Former President Donald Trump announced Tuesday night that he will seek the Republican Presidential nomination in 2024, but it won’t shield him from the criminal probes confronting him as an ordinary citizen.
The Department of Justice (DOJ) is pushing ahead with its investigations, reported the Associated Press. Now the midterm elections are mostly complete and the 2024 Presidential campaign is months away from beginning. So federal prosecutors have a lot of time to continue their work even as Trump starts campaigning.
Former Justice Department prosecutor Michael Weinstein said that “he doesn’t think DOJ is "going to hesitate as a result of Trump nominating himself and anointing himself as the first candidate in the 2024 election." He thinks that they will see that as Trump trying to "game the system as he’s done very successfully in the courts." And DOJ are prepared for his “blowback.”
Renato Mariotti, a former federal prosecutor, wrote on Twitter, that the DOJ opened a criminal probe into Trump even though "he was the former President, a likely candidate, and the de facto leader of the Republican Party."
He noted that Trump's announcement changes nothing, and that it "was already 'baked in’ to DOJ’s decision.”
As for the investigations, Trump faces an ongoing probe into his attempts to stay in power after losing in 2020. The sprawling effort spanned many states and federal agencies, and culminated with the Jan. 6, 2021, attack on the U.S. Capitol. In Georgia, he faces a similar criminal investigation into his 2020 efforts. The DOJ has also executed a search warrant at Trump’s house. It indicated that he might have violated the Espionage Act and illegally retained government records after he moved more than 10,000 government documents to his Mar-a-Lago estate.
In Trump’s recent announcement, some experts see a faulty effort to avoid a potential indictment. Amid Trump’s announcement, George Conway, husband to former Trump adviser Kellyanne Conway, wrote in a Tuesday night op-ed in The Washington Post that a big reason Trump "announced his run is he fears criminal prosecution." George called Trump a "desperate man, a threatened and rabid animal, who could face multiple indictments (the stolen classified documents, Georgia) over the next year."
According to George, Trump thinks that running for President, and the "specter of violence from his fringiest supporters, will protect him from the prosecutors, so just imagine what Trump would do to stay out of jail.”
The Justice Department generally adheres to an unwritten rule. It is to avoid any kind of prosecution that could influence an election's results in the 60 days prior to that contest. But the DOJ is still well ahead of that 2024 deadline. It is something that Trump’s early announcement doesn’t change, and there’s nothing about running for office or being a former President that immunizes him, reported The Hill.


■ **Task goal**:
Going line by line through the listing below, count those with the string "hearing" and answer with the number alone.

■ **Data shown**:
————————
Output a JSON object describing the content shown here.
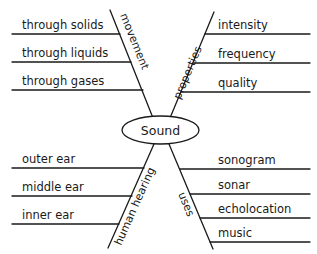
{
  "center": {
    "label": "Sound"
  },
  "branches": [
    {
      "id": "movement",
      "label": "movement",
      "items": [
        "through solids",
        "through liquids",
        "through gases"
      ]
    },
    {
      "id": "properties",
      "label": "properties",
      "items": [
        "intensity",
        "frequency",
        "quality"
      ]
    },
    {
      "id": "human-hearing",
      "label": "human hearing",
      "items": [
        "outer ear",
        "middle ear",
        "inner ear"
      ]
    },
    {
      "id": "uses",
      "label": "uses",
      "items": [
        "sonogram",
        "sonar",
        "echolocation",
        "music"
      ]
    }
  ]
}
————————
■ **Reply**:
2